Or Deputy Lowry. These matters were considered by Deputy Quinn when he introduced this in 1996. Until then the leaders' allowance was just given to leaders. Deputy Quinn decided on a new basis for giving the leaders' allowance by linking it to the parliamentary strength of each party. It was a fairly rational way of doing it. He further decided, for legal and constitutional reasons, that Independent Deputies should also receive the allowance. It comes under the heading of the parliamentary leaders' allowance.
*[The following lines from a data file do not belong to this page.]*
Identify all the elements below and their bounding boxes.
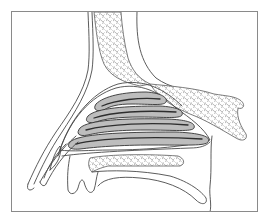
illustration-canvas bbox=[0, 0, 269, 223]
soft-palate bbox=[92, 171, 206, 204]
nasal-anatomy-illustration bbox=[0, 0, 269, 223]
hard-palate bbox=[89, 155, 184, 172]
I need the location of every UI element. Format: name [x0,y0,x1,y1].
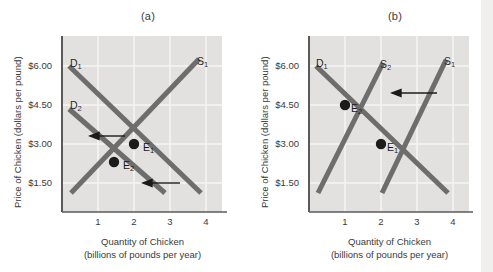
panel-b-equilibrium-2-marker [340,100,350,110]
panel-a-equilibrium-1-sub: 1 [150,146,154,155]
panel-a-label-supply-1-base: S [197,55,204,67]
panel-b-equilibrium-1-sub: 1 [394,146,398,155]
panel-a-label-demand-1-sub: 1 [78,62,82,71]
panel-b-label-supply-1-base: S [444,55,451,67]
panel-b-x-axis-label-line2: (billions of pounds per year) [307,248,472,261]
page-edge-strip [481,0,493,272]
panel-b-label-demand-1-sub: 1 [324,62,328,71]
panel-b-label-supply-2-base: S [380,58,387,70]
panel-a-label-demand-1-base: D [70,57,78,69]
panel-a-label-supply-1: S1 [197,55,208,67]
panel-b-label-demand-1: D1 [316,57,328,69]
supply-demand-figure: (a) Price of Chicken (dollars per pound)… [0,0,493,272]
panel-b-equilibrium-2-label: E2 [351,102,362,114]
panel-b-plot [247,0,493,272]
panel-a-equilibrium-2-marker [109,157,119,167]
panel-a-equilibrium-2-base: E [123,159,130,171]
panel-b-equilibrium-1-marker [376,139,386,149]
panel-b-equilibrium-1-label: E1 [387,141,398,153]
panel-b-x-axis-label: Quantity of Chicken (billions of pounds … [307,235,472,261]
panel-b-label-demand-1-base: D [316,57,324,69]
panel-b-label-supply-1-sub: 1 [451,60,455,69]
panel-a-plot [0,0,247,272]
panel-b-label-supply-2-sub: 2 [387,63,391,72]
panel-b-equilibrium-2-sub: 2 [358,107,362,116]
panel-a-label-demand-2: D2 [70,99,82,111]
panel-a-x-axis-label-line1: Quantity of Chicken [60,235,225,248]
panel-a-label-demand-2-sub: 2 [78,104,82,113]
panel-b-x-axis-label-line1: Quantity of Chicken [307,235,472,248]
panel-b-equilibrium-2-base: E [351,102,358,114]
panel-a-label-supply-1-sub: 1 [204,60,208,69]
panel-b-label-supply-1: S1 [444,55,455,67]
panel-a-x-axis-label-line2: (billions of pounds per year) [60,248,225,261]
panel-a-label-demand-1: D1 [70,57,82,69]
panel-a-equilibrium-1-marker [129,139,139,149]
panel-b-label-supply-2: S2 [380,58,391,70]
panel-a-equilibrium-1-base: E [143,141,150,153]
panel-a-equilibrium-2-sub: 2 [130,164,134,173]
panel-a-equilibrium-1-label: E1 [143,141,154,153]
panel-a-equilibrium-2-label: E2 [123,159,134,171]
panel-a-x-axis-label: Quantity of Chicken (billions of pounds … [60,235,225,261]
panel-b-equilibrium-1-base: E [387,141,394,153]
panel-a-label-demand-2-base: D [70,99,78,111]
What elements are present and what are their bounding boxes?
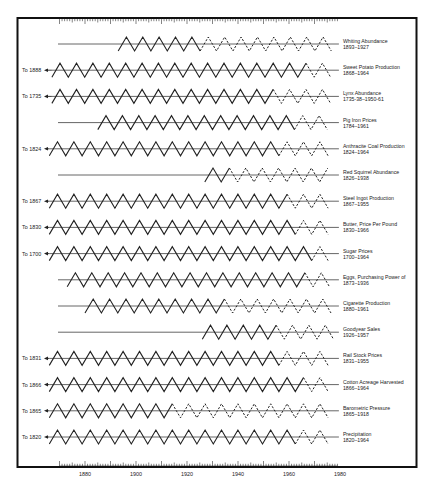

They should be audited also.

There is a big difference between giving £1.5 million to the two major parties, the best part of £1 million to the Labour Party and having an audit requirement, and saying there has to be an audit requirement for the £22,000 given to the Independents. I do not think an audit is justified.

This is all about equality of treatment. The Minister is right in saying Deputy Quinn made that provision and was advised that provision had also to be made for Independent Deputies, advice he accepted for reasons we all know and appreciate. However, that is not what we are talking about. We accept that an allowance has to be given for research and parliamentary purposes to Independent Deputies. What I and Deputy Mitchell do not accept is that they should be entitled to take this money and not account for it in any way. There is no guarantee that Deputy Lowry, Deputy Gregory or any of the other Deputies do not also like Charvet shirts, and they might equally be inclined to spend the money in the way the former leader of the Minister's party did. The Minister has not given us an explanation and I cannot understand why he does not want to treat the seven Independent Deputies in the same way as every other Deputy will be treated.

When I came to the conclusion that we had to have an audit of the parliamentary leaders' allowance, I had more consultations with the leaders of all political parties than ever before. I sent all the material to them, asked them what they wanted and gave them all sorts of advice. The parties, including Sinn Féin, Deputy Higgins's party, the Labour Party, Fine Gael and the Progressive Democrats, sent back their expert opinions. I have correspondence on this, and nobody raised this question until now. In that six months, with all the toing and froing, including more recently, this is the first occasion that anybody has raised this matter.

I raised it privately. This is the first time we have discussed it.

Question put: "That the words proposed to be deleted stand."

Ahern, Michael.Ahern, Noel.Aylward, Liam.Brady, Martin.Brennan, Matt.Brennan, Séamus.Byrne, Hugh.Carey, Pat.Collins, Michael.Coughlan, Mary.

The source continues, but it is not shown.